Signaling Game of Collective Self-Defense in the U.S.-Japan Alliance

Author(s):  
Shuhei Kurizaki
Author(s):  
Bradley Curtis A

This chapter considers the relevance of international law within the U.S. legal system to the United States’ initiation and conduct of war, and it also discusses a variety of international law-related issues that have arisen in connection with the “war on terrorism” following the attacks of September 11, 2001. After briefly reviewing some of the most relevant treaties relating to war and warfare, the chapter considers the Constitution’s distribution of war authority between Congress and the president, as well as the contours of the 1973 War Powers Resolution. It then discusses how international law, including the provisions in the UN Charter relating to the authority of the Security Council, as well as collective self-defense treaties, might affect the president’s war authority. The chapter also discusses legal issues relating to the placement of U.S. troops under foreign or UN command. The chapter then shifts to the “war on terrorism,” and discusses the relevance of international law, including the Geneva Conventions, to issues concerning the scope of the military’s detention authority in that conflict. International law and other issues relating to the use of military commissions to try terrorist suspects are also considered. The chapter concludes by discussing legal debates relating to coercive interrogation and targeted killing.


Author(s):  
Bradley Curtis A

This chapter considers the relevance of international law within the U.S. legal system to the United States’ initiation and conduct of war. After briefly reviewing some of the most relevant treaties relating to war and warfare, the chapter considers the Constitution’s distribution of war authority between Congress and the President. It then discusses how international law, including the provisions in the UN Charter relating to the authority of the Security Council, as well as collective self-defense treaties, might affect the President’s war authority. The chapter then shifts to the “war on terrorism” and discusses the relevance of international law, including the Geneva Conventions, to issues concerning the scope of the military’s detention authority in that conflict, with particular reference to the Supreme Court’s 2004 decision in Hamdi v. Rumsfeld. International law and other issues relating to the use of military commissions to try terrorist suspects are also considered. The chapter concludes by discussing legal debates relating to coercive interrogation and targeted killing.


Author(s):  
Fernando R. Tesón ◽  
Bas van der Vossen

We introduce general concepts of just war theory and describe different kinds of war: national self-defense, collective self-defense, and humanitarian intervention. After laying down the conditions for the justification of humanitarian intervention, we highlight some of our differences. We conclude with an outline of the international law of use of force and some jurisprudential themes that bear on the current humanitarian intervention debate.


2011 ◽  
Vol 8 (3) ◽  
pp. 435-451 ◽  
Author(s):  
Daniel Statman

AbstractAccording to a widespread view, the same constraints that limit the use of otherwise immoral measures in individual self-defense apply to collective self-defense too. I try to show that this view has radical implications at the level of jus in bello, implications which have not been fully appreciated. In particular, if the necessity condition must be satisfied in all cases of killing in war, then most fighting would turn out to be unjust. One way to avoid this result is to adopt a contractualist view of killing in war, a view which interprets the necessity condition in a way that is more permissive with regard to killing combatants in war. At least in this respect, a contractualist view of killing in war has an advantage over other candidates in explaining how wars might be fought justly.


WHAT IS BEING ASKED —
Scan the entries for the word "screenshot". Every line that has it should be copied.

++++++++++++++++++++

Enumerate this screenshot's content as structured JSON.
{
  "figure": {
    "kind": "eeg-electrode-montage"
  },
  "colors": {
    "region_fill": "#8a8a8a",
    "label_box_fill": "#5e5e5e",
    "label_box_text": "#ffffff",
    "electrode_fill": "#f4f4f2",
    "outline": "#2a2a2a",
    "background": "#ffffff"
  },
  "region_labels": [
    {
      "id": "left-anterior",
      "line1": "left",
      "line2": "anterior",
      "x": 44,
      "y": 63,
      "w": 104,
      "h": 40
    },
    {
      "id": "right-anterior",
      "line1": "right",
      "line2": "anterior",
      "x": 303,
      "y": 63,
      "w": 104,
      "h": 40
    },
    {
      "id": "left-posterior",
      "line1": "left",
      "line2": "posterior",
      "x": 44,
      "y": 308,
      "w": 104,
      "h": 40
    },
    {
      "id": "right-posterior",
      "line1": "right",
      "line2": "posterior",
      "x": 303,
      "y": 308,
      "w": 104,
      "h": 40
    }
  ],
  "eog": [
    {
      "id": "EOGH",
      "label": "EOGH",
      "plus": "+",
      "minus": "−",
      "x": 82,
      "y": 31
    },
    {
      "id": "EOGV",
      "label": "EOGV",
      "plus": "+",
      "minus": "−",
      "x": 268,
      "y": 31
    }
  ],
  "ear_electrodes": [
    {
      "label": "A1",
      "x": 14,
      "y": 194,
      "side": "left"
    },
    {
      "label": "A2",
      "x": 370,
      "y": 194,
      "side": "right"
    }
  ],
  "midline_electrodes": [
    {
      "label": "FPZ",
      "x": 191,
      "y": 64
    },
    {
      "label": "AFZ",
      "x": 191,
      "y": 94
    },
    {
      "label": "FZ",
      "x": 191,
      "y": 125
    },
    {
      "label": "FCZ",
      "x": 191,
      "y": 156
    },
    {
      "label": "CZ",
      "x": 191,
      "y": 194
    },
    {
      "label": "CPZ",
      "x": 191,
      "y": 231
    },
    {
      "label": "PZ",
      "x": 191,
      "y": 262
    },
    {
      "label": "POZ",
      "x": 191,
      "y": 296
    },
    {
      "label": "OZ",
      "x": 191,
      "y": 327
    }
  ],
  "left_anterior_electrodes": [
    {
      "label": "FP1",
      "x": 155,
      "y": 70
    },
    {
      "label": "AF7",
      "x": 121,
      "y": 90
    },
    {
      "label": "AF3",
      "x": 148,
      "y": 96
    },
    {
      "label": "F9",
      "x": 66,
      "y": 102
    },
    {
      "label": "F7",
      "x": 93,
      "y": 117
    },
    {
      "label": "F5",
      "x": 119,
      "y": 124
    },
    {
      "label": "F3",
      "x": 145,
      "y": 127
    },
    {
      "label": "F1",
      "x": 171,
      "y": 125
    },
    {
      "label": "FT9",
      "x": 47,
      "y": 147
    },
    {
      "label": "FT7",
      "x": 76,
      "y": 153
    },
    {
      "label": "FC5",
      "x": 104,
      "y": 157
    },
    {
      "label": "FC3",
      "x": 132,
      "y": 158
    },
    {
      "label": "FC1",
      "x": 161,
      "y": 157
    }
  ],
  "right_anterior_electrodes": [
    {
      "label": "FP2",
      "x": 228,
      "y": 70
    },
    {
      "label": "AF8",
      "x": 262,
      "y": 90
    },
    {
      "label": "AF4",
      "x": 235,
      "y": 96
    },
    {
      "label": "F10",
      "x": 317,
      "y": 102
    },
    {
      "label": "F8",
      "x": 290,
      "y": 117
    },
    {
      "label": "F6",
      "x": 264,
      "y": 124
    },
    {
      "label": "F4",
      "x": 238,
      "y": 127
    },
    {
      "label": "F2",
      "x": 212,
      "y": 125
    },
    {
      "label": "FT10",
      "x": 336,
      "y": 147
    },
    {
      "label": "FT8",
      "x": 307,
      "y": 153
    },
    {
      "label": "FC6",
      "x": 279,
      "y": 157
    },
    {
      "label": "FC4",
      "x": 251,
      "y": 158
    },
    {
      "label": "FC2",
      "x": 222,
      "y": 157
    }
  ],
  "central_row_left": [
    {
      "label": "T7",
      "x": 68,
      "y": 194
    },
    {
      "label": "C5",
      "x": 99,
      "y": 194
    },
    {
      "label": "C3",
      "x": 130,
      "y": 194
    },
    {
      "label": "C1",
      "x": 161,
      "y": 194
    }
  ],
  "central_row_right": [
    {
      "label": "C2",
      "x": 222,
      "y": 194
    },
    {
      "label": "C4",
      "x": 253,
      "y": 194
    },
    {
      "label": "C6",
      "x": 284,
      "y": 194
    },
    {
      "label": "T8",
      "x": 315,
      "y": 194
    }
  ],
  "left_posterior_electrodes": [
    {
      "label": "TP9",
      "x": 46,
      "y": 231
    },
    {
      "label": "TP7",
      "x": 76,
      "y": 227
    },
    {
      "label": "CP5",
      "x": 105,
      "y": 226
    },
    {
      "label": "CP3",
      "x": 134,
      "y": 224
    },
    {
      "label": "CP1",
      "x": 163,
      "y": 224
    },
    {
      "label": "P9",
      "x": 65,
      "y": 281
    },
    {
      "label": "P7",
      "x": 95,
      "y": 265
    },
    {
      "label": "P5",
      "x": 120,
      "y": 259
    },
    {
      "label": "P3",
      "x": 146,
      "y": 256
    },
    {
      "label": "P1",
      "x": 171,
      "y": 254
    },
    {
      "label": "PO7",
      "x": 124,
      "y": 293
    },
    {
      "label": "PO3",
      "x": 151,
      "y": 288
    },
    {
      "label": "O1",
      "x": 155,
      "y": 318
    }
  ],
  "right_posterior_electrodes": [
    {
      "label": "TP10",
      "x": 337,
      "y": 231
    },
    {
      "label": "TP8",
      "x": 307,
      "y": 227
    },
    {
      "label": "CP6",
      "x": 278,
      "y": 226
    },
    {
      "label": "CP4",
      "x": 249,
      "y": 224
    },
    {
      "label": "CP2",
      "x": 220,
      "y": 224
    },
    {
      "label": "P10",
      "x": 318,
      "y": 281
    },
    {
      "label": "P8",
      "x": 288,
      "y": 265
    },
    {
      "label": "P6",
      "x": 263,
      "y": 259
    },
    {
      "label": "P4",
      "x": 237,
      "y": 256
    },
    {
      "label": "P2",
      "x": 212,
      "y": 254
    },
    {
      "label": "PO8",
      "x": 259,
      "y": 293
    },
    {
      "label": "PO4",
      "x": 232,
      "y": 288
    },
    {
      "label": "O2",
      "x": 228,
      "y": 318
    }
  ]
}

++++++++++++++++++++

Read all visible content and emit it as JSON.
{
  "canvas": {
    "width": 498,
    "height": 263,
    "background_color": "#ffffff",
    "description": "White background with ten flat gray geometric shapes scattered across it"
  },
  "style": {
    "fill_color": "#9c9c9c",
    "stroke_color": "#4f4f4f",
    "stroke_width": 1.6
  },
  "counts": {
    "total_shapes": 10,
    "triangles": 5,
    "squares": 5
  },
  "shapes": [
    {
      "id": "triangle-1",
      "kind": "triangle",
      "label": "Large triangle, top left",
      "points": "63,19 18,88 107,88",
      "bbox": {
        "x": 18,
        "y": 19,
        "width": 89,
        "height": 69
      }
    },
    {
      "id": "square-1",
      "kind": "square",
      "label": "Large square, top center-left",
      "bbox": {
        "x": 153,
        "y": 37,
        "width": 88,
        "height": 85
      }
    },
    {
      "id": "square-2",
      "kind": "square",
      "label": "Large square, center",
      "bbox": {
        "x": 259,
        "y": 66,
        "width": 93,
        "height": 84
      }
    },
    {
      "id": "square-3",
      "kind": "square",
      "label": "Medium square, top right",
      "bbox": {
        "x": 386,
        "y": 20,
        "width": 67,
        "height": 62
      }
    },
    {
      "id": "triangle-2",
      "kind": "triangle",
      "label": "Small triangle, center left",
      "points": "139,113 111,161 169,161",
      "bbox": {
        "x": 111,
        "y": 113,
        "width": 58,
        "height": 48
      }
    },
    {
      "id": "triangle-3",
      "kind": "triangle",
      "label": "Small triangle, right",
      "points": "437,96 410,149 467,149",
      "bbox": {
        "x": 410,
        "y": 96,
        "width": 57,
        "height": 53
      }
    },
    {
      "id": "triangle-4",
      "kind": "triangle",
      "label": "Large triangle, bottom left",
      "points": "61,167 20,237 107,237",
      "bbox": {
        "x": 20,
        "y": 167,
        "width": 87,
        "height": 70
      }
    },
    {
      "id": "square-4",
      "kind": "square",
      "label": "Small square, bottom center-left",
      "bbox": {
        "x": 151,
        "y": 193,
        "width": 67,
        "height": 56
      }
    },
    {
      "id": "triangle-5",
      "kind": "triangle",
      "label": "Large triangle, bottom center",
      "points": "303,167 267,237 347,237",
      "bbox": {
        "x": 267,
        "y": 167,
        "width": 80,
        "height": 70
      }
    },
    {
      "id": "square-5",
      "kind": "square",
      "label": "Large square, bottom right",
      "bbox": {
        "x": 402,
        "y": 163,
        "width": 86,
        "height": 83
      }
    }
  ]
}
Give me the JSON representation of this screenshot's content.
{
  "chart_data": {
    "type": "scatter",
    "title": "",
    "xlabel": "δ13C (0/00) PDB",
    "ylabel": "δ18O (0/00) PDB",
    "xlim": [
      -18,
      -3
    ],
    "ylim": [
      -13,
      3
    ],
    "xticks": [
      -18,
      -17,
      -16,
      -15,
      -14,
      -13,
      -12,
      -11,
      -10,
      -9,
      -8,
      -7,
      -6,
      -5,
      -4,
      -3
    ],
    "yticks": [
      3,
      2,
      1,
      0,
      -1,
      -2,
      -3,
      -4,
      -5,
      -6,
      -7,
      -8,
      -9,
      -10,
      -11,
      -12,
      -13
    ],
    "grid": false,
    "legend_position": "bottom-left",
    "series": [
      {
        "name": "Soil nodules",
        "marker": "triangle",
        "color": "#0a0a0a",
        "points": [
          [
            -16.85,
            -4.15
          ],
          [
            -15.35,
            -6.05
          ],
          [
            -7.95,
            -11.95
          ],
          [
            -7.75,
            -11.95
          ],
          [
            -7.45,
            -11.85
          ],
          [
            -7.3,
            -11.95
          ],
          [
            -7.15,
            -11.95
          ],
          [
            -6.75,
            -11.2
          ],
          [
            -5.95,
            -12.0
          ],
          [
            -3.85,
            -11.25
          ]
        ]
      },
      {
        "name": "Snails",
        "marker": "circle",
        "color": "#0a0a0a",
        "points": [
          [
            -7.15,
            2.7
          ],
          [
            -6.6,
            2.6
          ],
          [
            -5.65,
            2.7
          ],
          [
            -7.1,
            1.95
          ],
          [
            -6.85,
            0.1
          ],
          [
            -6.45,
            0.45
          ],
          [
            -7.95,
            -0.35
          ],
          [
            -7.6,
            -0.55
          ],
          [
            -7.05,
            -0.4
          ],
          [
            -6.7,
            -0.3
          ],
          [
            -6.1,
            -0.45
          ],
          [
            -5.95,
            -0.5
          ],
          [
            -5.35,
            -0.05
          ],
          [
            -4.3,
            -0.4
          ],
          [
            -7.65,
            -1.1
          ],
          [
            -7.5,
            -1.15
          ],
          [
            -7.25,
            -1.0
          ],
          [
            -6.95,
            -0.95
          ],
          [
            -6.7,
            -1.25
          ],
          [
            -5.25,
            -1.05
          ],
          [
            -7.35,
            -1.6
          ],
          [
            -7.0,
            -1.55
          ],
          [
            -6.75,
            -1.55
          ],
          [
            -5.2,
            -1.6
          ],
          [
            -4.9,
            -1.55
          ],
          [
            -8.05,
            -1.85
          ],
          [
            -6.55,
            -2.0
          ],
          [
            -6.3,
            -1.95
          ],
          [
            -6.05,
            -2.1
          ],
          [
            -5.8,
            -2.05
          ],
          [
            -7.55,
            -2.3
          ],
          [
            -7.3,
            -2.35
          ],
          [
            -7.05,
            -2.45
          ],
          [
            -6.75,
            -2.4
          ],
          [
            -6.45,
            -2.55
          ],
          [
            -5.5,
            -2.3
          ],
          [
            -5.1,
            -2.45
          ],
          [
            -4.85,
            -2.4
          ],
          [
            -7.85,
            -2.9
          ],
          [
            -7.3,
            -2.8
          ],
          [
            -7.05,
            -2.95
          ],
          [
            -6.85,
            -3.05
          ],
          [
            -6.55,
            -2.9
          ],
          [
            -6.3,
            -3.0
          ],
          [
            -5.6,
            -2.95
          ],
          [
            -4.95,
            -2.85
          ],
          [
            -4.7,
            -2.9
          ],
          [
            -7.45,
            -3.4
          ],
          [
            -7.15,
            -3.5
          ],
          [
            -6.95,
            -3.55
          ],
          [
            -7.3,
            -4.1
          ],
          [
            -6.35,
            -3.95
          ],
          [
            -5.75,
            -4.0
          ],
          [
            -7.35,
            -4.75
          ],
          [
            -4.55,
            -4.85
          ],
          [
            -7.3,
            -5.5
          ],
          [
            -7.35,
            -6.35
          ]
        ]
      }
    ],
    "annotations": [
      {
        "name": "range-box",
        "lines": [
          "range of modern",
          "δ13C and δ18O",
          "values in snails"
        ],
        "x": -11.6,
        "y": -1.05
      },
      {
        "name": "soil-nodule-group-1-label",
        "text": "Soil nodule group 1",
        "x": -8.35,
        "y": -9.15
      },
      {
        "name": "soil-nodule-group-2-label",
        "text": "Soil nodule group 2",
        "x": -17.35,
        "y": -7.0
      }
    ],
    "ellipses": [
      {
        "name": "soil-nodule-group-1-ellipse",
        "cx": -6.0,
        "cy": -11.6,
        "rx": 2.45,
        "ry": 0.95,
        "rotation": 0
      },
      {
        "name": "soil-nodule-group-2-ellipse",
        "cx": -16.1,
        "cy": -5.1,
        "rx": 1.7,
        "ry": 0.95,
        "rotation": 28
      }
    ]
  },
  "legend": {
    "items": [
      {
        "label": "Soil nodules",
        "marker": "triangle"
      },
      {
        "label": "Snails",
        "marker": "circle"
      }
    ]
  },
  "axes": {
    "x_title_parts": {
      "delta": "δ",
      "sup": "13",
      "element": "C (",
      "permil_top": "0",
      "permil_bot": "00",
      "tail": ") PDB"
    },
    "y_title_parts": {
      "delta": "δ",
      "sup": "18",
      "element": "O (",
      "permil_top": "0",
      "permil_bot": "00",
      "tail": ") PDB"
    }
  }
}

++++++++++++++++++++

YOUR RESPONSE —
Enumerate this screenshot's content as structured JSON.
Give me the JSON representation of this screenshot's content.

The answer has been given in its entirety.